[Stored data entries]
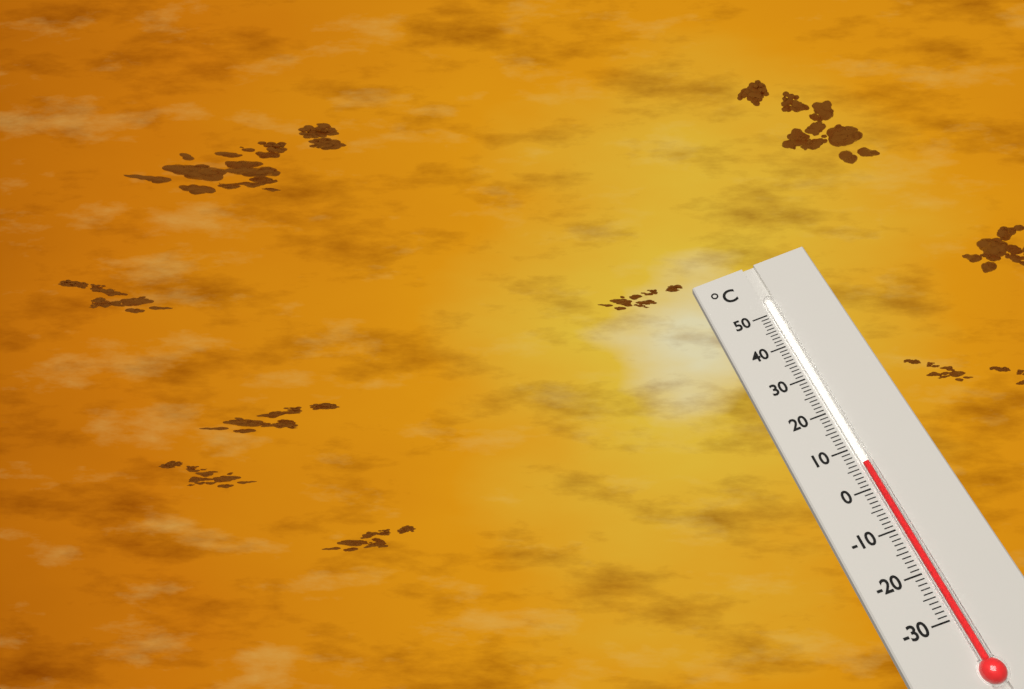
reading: 6 °C
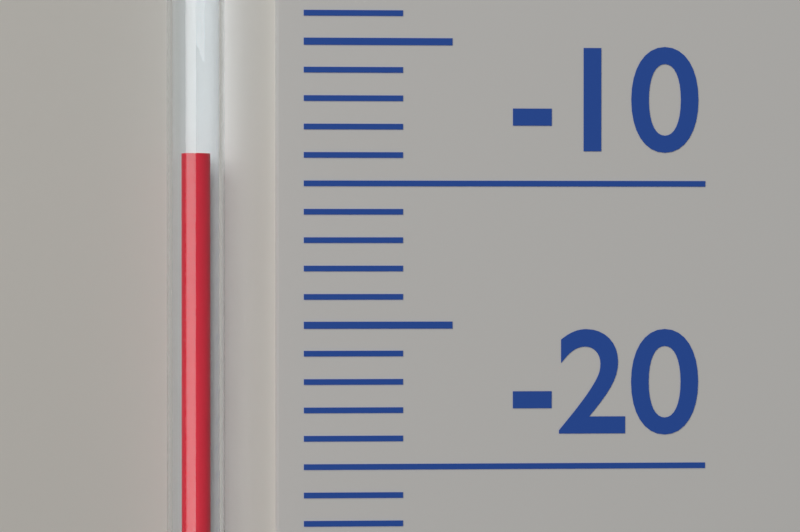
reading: -9 (no unit)
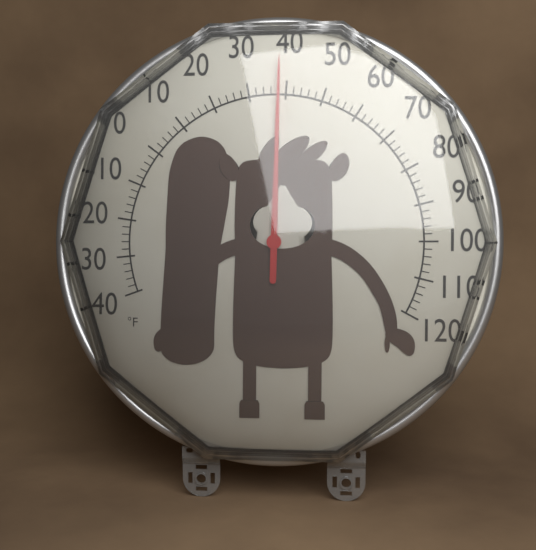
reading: 38 °F
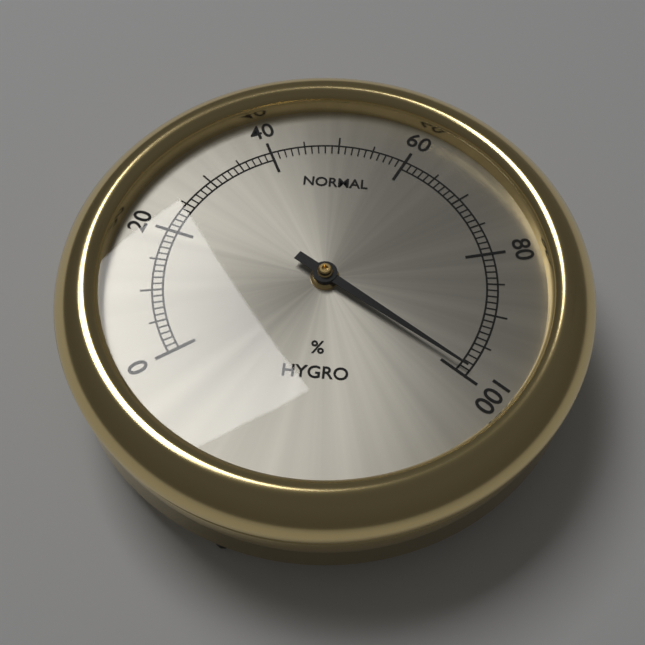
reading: 99 %
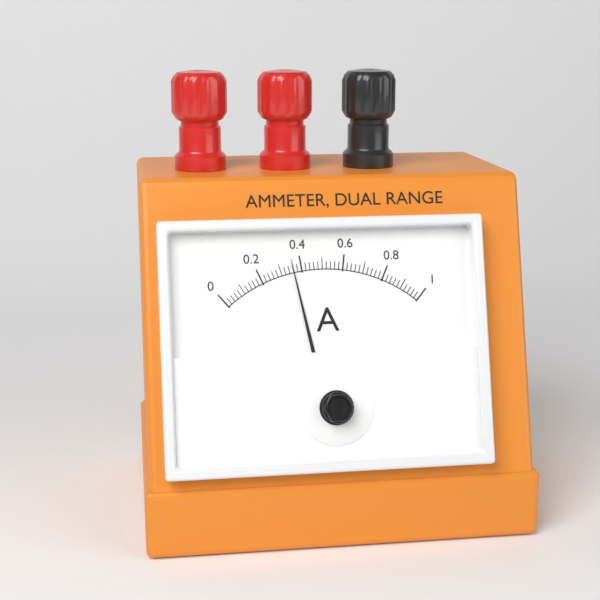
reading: 0.36 A
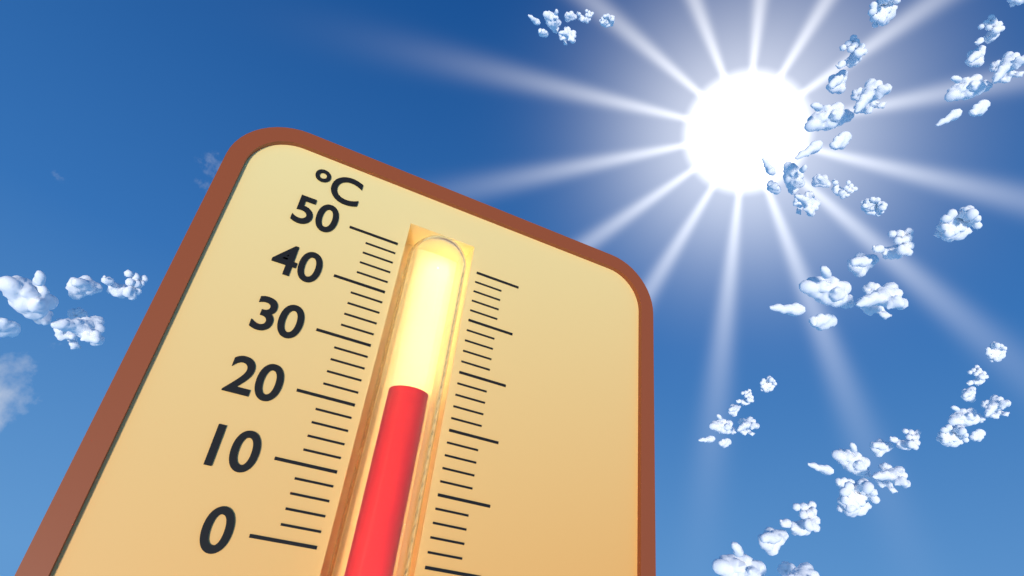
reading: 24 °C
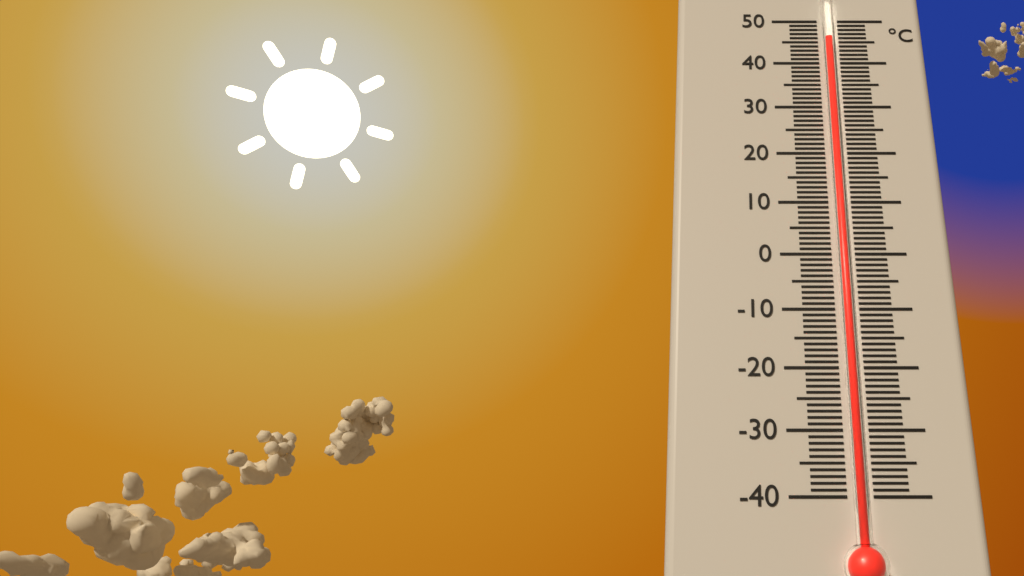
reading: 45 °C
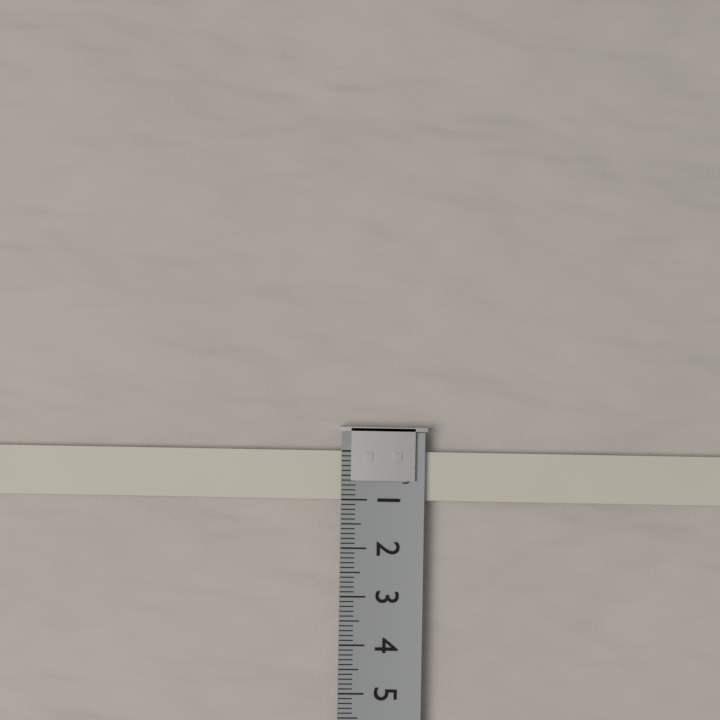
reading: 1.0 cm
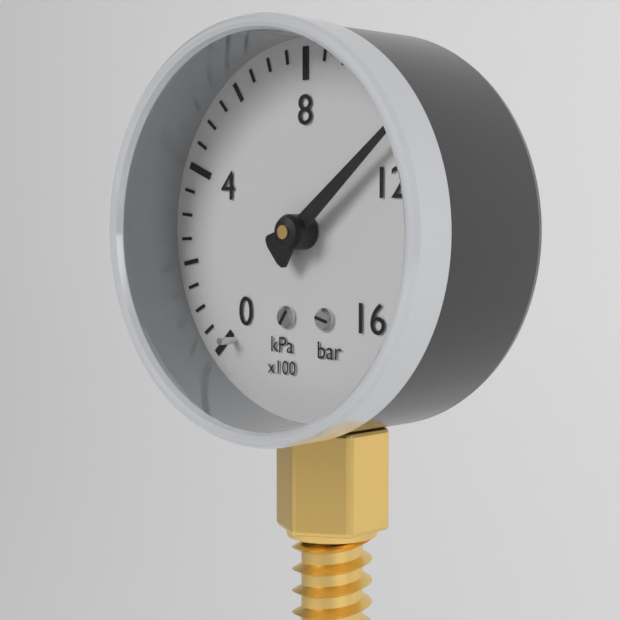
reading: 1100 kPa
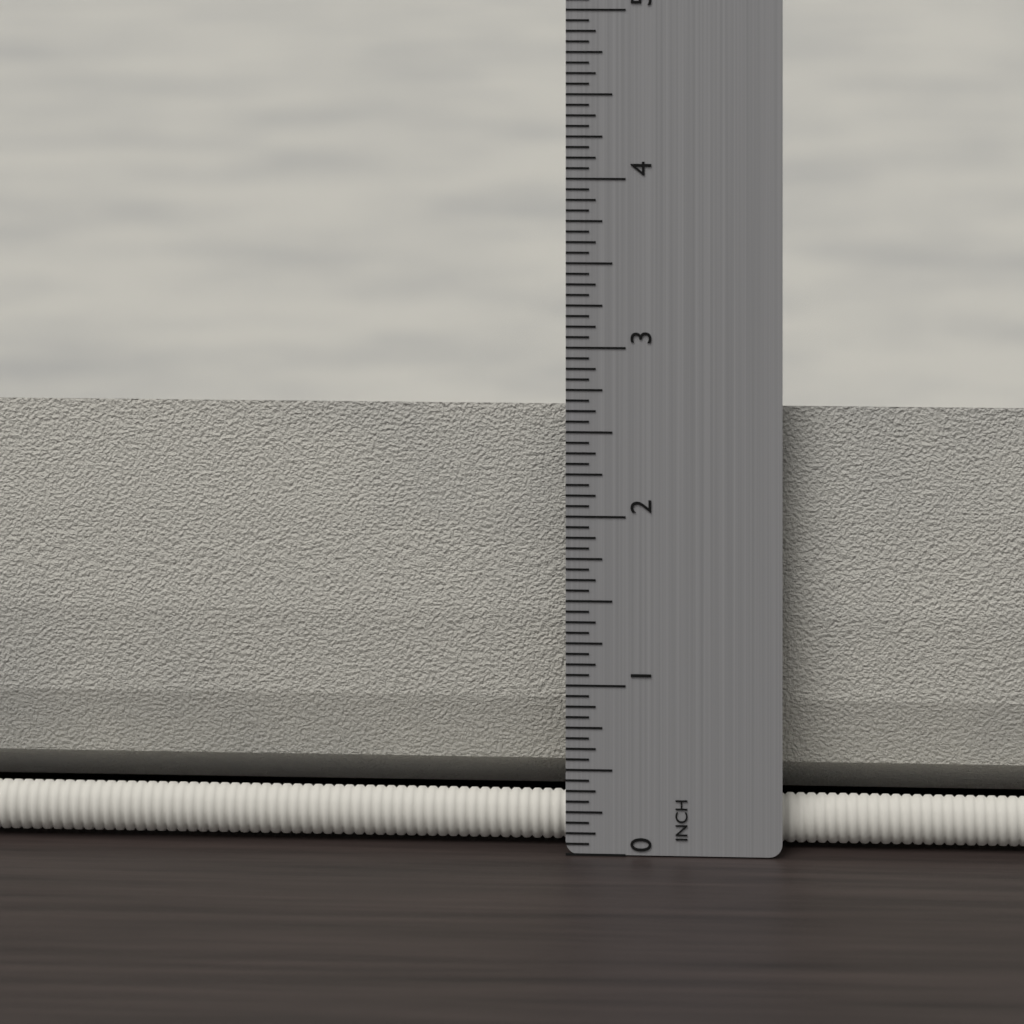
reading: 2.6250 in
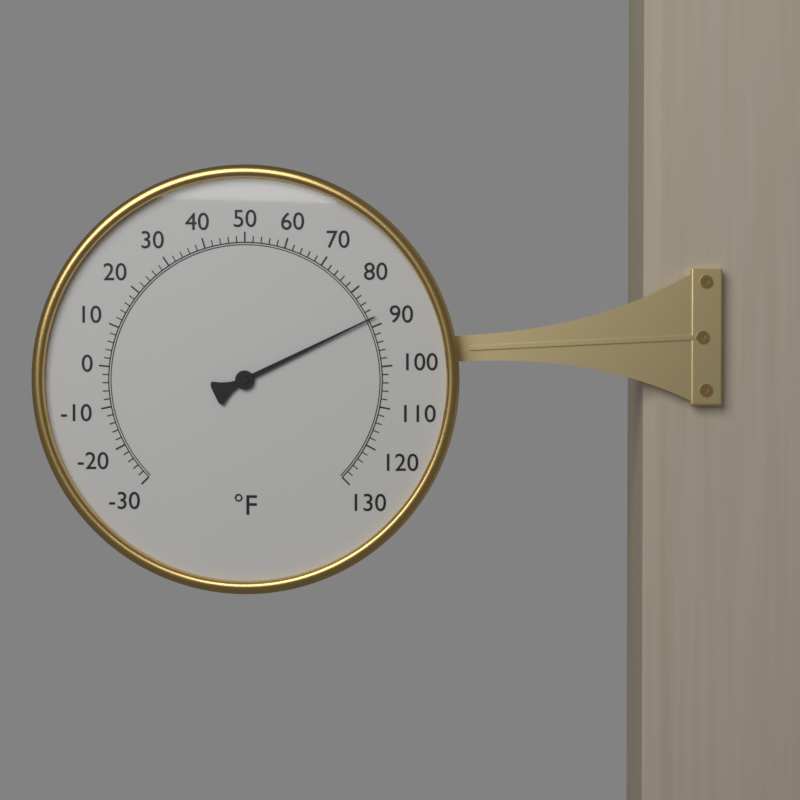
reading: 88 °F
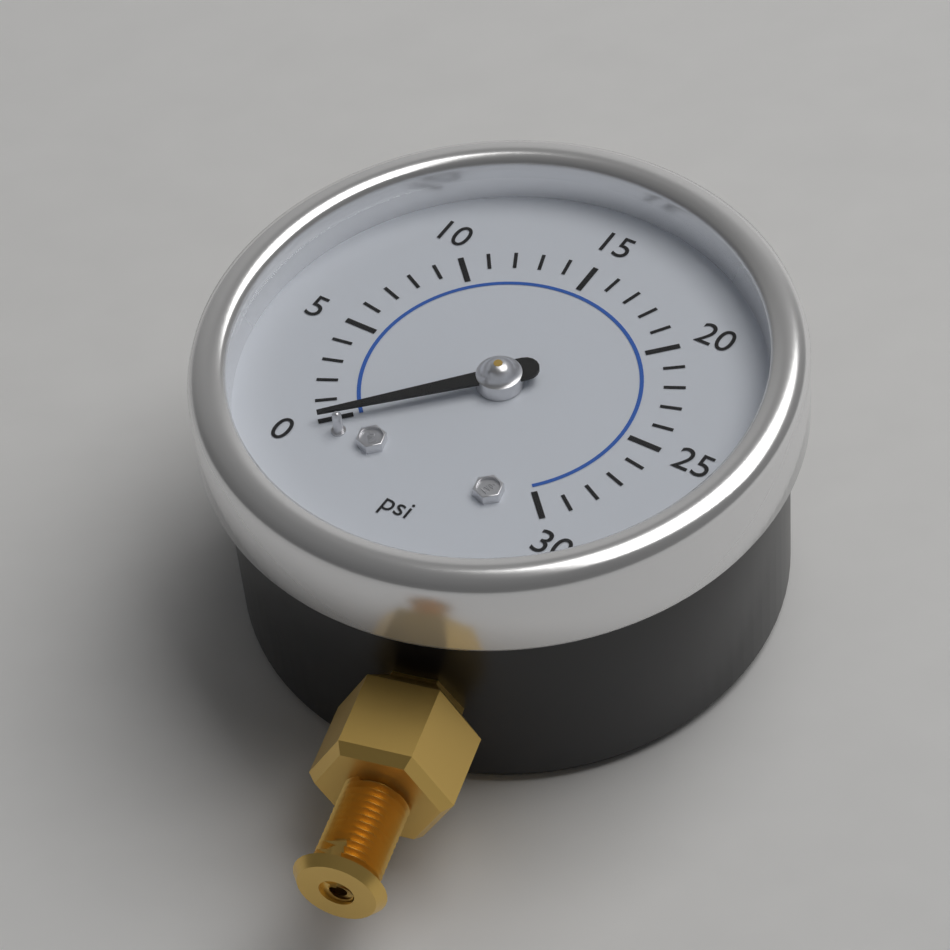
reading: 0 psi
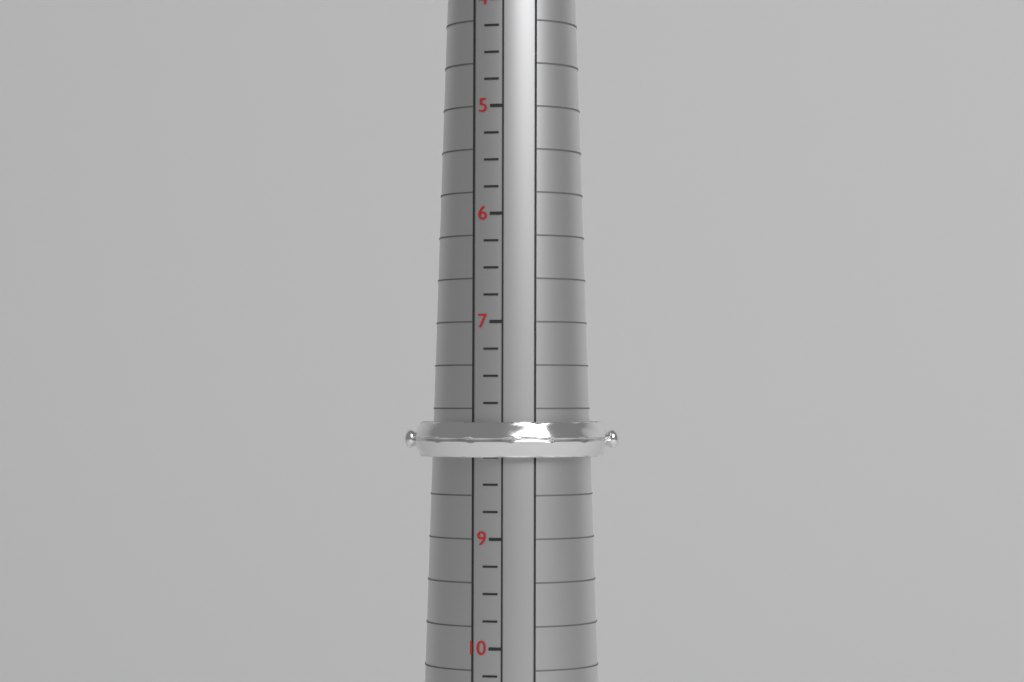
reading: 8.25 (no unit)
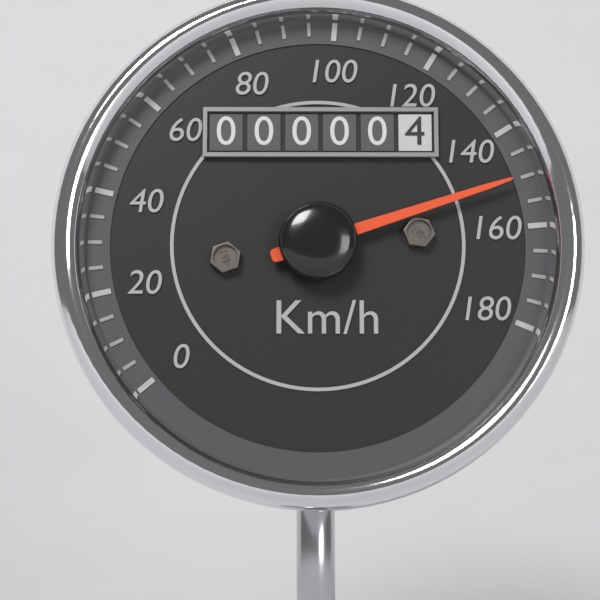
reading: 150 km/h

The task:
Each record above must be returned exactly as written, with its pictures omitted.

The answer:
reading: 6 °C
reading: -9 (no unit)
reading: 38 °F
reading: 99 %
reading: 0.36 A
reading: 24 °C
reading: 45 °C
reading: 1.0 cm
reading: 1100 kPa
reading: 2.6250 in
reading: 88 °F
reading: 0 psi
reading: 8.25 (no unit)
reading: 150 km/h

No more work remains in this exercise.